“A duel?” quoth the fellow, and his insolence went out of him, thrust out by sheer dismay; his mouth fell open. A duel was another affair altogether. “But, Sangdieu! what if he should slay me? Have you thought of that?”
“Slay you?” cried the Marquise, her eyes resting on his face with an expression as of wonder at such a question. “You jest, Fortunio.”
“And he with the fever,” put in Marius, sneering.
“Ah!” muttered Fortunio. “He has the fever? The fever is something. But—but—accidents will happen.”
“Florimond was ever an indifferent swordsman,” murmured Marius dreamily, as if communing with himself.
The captain wheeled upon him once more.
“Why, then, Monsieur Marius,” said he, “since that is so and you are skilled—as skilled as am I, or more—and he has a fever, where is the need to hire me to the task?”
“Where?” echoed Marius. “What affair may that be of yours? We ask you to name a price on which you will do this thing. Have done with counter-questions.”
Marius was skilled with the foils, as Fortunio said, but he cared not for unbaited steel, and he was conscious of it, so that the captain’s half-sneer had touched him on the raw. But he was foolish to take that tone in answer. There was a truculent, Southern pride in the ruffler which sprang immediately into life and which naught that they could say thereafter would stamp out.
“Must I say again that you mistake your man?” was his retort, and as he spoke he rose, as though to signify that the subject wearied him and that his remaining to pursue it must be idle. “I am not of those to whom you can say: ‘I need such a one killed, name me the price at which you’ll be his butcher’.”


What the task asks>
I'd like every entry transcribed word for word, with no pictures.

(Figure dataset records)
++++++++

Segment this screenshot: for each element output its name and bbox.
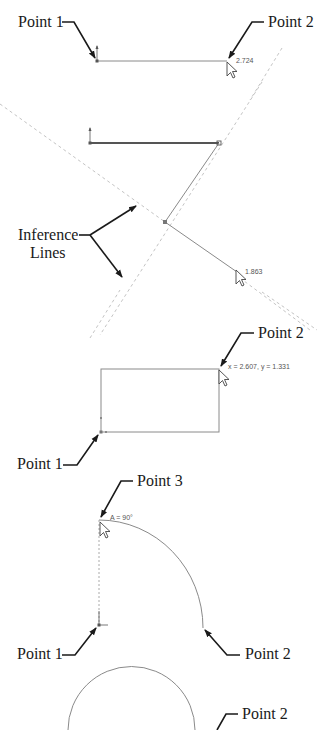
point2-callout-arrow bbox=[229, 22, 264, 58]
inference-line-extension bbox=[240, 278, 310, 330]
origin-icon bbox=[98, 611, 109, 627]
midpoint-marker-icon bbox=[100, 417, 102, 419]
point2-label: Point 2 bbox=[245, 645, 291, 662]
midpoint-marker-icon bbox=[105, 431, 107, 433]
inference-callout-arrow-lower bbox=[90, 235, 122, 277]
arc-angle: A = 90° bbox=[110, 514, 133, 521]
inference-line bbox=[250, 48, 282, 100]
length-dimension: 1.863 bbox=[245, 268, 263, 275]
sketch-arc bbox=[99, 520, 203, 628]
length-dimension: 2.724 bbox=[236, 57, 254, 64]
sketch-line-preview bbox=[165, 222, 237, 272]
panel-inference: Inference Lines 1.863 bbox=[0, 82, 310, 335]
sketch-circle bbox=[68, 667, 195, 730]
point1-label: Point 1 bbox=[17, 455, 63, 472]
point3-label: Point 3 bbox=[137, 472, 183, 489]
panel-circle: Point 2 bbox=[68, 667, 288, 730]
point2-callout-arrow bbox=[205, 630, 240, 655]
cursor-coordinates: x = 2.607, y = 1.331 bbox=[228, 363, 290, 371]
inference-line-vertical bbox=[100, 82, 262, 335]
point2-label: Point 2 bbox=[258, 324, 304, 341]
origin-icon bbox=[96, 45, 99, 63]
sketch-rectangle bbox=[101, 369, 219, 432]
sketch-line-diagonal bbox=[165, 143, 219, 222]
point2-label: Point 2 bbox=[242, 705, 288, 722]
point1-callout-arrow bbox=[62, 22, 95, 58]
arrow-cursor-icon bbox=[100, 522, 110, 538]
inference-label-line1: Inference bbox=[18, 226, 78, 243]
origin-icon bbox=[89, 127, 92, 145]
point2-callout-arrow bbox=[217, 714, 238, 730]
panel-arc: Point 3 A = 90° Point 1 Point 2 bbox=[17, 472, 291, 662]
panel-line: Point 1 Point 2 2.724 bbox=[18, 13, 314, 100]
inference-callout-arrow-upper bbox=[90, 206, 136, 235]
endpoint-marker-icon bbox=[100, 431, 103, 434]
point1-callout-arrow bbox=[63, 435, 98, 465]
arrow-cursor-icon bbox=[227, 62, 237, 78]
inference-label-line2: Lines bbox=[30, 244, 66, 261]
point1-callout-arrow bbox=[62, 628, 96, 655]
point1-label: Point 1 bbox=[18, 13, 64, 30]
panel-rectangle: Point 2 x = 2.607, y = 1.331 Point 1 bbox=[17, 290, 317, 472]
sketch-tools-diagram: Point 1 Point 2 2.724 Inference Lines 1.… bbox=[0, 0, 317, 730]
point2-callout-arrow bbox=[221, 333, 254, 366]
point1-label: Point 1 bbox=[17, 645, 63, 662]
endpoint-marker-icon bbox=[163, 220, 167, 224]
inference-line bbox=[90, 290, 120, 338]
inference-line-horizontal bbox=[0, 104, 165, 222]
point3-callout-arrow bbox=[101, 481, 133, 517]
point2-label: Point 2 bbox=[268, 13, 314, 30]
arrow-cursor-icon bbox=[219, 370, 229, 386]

++++++++

Written response>
Segment this screenshot: for each element output its name and bbox.
point2-callout-arrow bbox=[229, 22, 264, 58]
inference-line-extension bbox=[240, 278, 310, 330]
origin-icon bbox=[98, 611, 109, 627]
midpoint-marker-icon bbox=[100, 417, 102, 419]
point2-label: Point 2 bbox=[245, 645, 291, 662]
midpoint-marker-icon bbox=[105, 431, 107, 433]
inference-callout-arrow-lower bbox=[90, 235, 122, 277]
arc-angle: A = 90° bbox=[110, 514, 133, 521]
inference-line bbox=[250, 48, 282, 100]
length-dimension: 1.863 bbox=[245, 268, 263, 275]
sketch-arc bbox=[99, 520, 203, 628]
length-dimension: 2.724 bbox=[236, 57, 254, 64]
sketch-line-preview bbox=[165, 222, 237, 272]
panel-inference: Inference Lines 1.863 bbox=[0, 82, 310, 335]
sketch-circle bbox=[68, 667, 195, 730]
point1-label: Point 1 bbox=[17, 455, 63, 472]
point3-label: Point 3 bbox=[137, 472, 183, 489]
panel-circle: Point 2 bbox=[68, 667, 288, 730]
point2-callout-arrow bbox=[205, 630, 240, 655]
cursor-coordinates: x = 2.607, y = 1.331 bbox=[228, 363, 290, 371]
inference-line-vertical bbox=[100, 82, 262, 335]
point2-label: Point 2 bbox=[258, 324, 304, 341]
origin-icon bbox=[96, 45, 99, 63]
sketch-rectangle bbox=[101, 369, 219, 432]
sketch-line-diagonal bbox=[165, 143, 219, 222]
point2-label: Point 2 bbox=[242, 705, 288, 722]
point1-callout-arrow bbox=[62, 22, 95, 58]
arrow-cursor-icon bbox=[100, 522, 110, 538]
inference-label-line1: Inference bbox=[18, 226, 78, 243]
origin-icon bbox=[89, 127, 92, 145]
point2-callout-arrow bbox=[217, 714, 238, 730]
panel-arc: Point 3 A = 90° Point 1 Point 2 bbox=[17, 472, 291, 662]
panel-line: Point 1 Point 2 2.724 bbox=[18, 13, 314, 100]
inference-callout-arrow-upper bbox=[90, 206, 136, 235]
endpoint-marker-icon bbox=[100, 431, 103, 434]
point1-callout-arrow bbox=[63, 435, 98, 465]
arrow-cursor-icon bbox=[227, 62, 237, 78]
inference-label-line2: Lines bbox=[30, 244, 66, 261]
point1-callout-arrow bbox=[62, 628, 96, 655]
point1-label: Point 1 bbox=[18, 13, 64, 30]
panel-rectangle: Point 2 x = 2.607, y = 1.331 Point 1 bbox=[17, 290, 317, 472]
sketch-tools-diagram: Point 1 Point 2 2.724 Inference Lines 1.… bbox=[0, 0, 317, 730]
point2-callout-arrow bbox=[221, 333, 254, 366]
point1-label: Point 1 bbox=[17, 645, 63, 662]
endpoint-marker-icon bbox=[163, 220, 167, 224]
inference-line bbox=[90, 290, 120, 338]
inference-line-horizontal bbox=[0, 104, 165, 222]
point3-callout-arrow bbox=[101, 481, 133, 517]
point2-label: Point 2 bbox=[268, 13, 314, 30]
arrow-cursor-icon bbox=[219, 370, 229, 386]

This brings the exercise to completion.